[Erema by R. D. Blackmore]@TWC D-Link book
Erema

CHAPTER XL
3/14

It was a little forward thicket, quite detached from the upland copse, to which perhaps it had once belonged, and crusted up from the meadow slope with sod and mould in alternate steps.
And being quite the elbow of a foreland of the meadow-reach, it yielded almost a "bird's-eye view" of the beautiful glade and the wandering brook.
One evening when I was sitting here, neither drawing, nor working, nor even thinking with any set purpose, but idly allowing my mind to rove, like the rivulet, without any heed, I became aware of a moving figure in the valley.

At first it did not appear to me as a thing at all worth notice; it might be a very straightforward cow, or a horse, coming on like a stalking-horse, keeping hind-legs strictly behind, in direct desire of water.

I had often seen those sweet things that enjoy four legs walking in the line of distance as if they were no better off than we are, kindly desiring, perhaps, to make the biped spectator content with himself.

And I was content to admire this cow or horse, or whatever it might be, without any more than could be helped of that invidious feeling which has driven the human race now to establish its right to a tail, and its hope of four legs.

So little, indeed, did I think of what I saw, that when among the hazel twigs, parted carelessly by my hand, a cluster of nuts hung manifest, I gathered it, and began to crack and eat, although they were scarcely ripe yet.
But while employed in this pleasant way, I happened to glance again through my leafy screen, and then I distinguished the figure in the distance as that of a man walking rapidly.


**Task:** Which of the lines below include the word "chart"? Pull each one out.

Start of Task data

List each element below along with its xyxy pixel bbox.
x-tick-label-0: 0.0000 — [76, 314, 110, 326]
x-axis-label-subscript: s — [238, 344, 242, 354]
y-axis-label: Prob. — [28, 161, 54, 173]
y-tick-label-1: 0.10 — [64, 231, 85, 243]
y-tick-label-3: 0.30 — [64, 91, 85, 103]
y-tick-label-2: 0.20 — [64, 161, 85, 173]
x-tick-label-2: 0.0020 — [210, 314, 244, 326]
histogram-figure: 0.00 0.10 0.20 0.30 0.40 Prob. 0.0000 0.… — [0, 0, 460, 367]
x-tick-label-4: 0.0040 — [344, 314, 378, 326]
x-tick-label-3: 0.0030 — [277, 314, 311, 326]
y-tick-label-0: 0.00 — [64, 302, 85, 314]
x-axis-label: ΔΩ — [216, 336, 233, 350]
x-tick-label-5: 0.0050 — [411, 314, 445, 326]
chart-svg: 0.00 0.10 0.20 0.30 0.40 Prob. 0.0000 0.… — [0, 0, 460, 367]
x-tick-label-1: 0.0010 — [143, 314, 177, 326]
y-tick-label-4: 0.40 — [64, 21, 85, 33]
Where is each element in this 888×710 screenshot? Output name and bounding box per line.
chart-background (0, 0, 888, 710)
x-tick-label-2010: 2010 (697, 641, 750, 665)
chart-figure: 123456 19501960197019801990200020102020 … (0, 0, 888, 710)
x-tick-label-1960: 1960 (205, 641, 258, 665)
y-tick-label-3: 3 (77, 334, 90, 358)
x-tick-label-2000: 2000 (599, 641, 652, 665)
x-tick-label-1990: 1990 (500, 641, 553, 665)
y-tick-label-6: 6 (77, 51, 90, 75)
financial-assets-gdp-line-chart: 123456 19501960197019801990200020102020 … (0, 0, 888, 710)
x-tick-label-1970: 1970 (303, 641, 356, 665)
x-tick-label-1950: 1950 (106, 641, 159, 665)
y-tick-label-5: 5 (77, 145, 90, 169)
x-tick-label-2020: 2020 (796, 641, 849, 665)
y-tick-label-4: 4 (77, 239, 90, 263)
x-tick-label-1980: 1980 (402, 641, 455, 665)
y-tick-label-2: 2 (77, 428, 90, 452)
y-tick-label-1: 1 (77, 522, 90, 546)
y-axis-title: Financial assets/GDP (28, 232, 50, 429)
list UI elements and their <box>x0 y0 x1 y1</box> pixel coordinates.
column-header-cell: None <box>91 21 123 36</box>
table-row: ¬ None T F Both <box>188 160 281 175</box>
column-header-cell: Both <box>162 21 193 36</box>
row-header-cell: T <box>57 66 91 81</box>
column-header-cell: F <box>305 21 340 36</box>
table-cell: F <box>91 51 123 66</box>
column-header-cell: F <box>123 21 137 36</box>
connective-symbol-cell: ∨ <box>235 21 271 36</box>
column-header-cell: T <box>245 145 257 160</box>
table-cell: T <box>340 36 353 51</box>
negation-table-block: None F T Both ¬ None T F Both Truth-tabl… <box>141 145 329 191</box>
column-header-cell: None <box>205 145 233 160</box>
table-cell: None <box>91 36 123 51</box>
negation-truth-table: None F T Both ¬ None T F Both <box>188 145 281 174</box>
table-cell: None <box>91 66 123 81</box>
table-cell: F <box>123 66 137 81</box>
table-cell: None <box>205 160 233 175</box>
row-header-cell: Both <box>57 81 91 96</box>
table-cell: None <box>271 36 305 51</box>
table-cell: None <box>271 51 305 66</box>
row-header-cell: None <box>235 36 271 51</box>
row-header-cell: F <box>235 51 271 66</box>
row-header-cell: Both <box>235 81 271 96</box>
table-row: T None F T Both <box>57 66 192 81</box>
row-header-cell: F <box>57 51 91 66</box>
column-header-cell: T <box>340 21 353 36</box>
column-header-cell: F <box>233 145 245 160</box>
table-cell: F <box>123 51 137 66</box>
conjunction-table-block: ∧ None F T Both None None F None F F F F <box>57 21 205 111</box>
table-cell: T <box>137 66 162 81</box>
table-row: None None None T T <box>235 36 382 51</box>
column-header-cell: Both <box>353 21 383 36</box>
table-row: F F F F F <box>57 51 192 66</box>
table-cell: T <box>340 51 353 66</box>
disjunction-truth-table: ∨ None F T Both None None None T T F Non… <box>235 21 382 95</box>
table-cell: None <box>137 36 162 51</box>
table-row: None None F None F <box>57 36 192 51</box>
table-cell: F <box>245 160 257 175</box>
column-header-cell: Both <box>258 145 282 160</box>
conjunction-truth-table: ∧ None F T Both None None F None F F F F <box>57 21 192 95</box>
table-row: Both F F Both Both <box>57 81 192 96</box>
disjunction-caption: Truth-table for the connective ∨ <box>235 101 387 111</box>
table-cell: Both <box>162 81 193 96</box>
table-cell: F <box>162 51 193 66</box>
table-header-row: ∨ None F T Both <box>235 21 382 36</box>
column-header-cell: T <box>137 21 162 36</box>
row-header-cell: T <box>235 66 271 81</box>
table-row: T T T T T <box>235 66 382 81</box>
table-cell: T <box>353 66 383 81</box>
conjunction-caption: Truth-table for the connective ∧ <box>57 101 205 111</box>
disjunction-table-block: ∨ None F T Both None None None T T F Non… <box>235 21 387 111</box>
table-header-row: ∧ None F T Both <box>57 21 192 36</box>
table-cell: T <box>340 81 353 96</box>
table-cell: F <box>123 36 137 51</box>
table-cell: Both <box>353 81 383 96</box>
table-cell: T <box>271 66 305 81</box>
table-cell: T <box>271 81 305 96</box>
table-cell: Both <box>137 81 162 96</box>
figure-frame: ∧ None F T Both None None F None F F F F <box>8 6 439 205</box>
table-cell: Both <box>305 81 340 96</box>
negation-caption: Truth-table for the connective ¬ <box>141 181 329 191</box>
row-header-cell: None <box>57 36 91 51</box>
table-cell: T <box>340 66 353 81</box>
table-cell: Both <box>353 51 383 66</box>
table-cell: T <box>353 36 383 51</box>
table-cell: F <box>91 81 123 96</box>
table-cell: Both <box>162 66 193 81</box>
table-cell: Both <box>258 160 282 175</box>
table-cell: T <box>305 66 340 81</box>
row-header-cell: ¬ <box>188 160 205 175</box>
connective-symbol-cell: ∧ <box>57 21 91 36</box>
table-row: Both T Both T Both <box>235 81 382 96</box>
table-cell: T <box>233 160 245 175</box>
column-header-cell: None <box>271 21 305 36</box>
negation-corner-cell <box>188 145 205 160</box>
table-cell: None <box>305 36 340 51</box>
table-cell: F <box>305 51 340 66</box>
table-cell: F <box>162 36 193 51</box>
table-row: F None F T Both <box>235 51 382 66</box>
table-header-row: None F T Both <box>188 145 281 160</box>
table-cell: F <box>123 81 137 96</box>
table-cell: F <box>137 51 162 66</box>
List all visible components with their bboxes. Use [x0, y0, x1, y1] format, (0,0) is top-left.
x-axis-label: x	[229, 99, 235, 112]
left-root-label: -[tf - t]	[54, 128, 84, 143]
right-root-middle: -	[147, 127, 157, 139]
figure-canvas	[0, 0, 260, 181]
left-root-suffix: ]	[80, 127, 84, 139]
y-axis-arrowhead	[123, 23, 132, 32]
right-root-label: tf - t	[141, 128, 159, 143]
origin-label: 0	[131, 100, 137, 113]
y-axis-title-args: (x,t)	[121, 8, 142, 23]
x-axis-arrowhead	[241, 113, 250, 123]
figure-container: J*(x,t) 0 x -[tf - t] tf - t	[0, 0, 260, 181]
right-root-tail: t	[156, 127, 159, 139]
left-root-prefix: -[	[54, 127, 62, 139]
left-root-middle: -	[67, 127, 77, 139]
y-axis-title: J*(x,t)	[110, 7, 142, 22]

End of Task data

**Task result:**
chart-svg: 0.00 0.10 0.20 0.30 0.40 Prob. 0.0000 0.… — [0, 0, 460, 367]
chart-background (0, 0, 888, 710)
chart-figure: 123456 19501960197019801990200020102020 … (0, 0, 888, 710)
financial-assets-gdp-line-chart: 123456 19501960197019801990200020102020 … (0, 0, 888, 710)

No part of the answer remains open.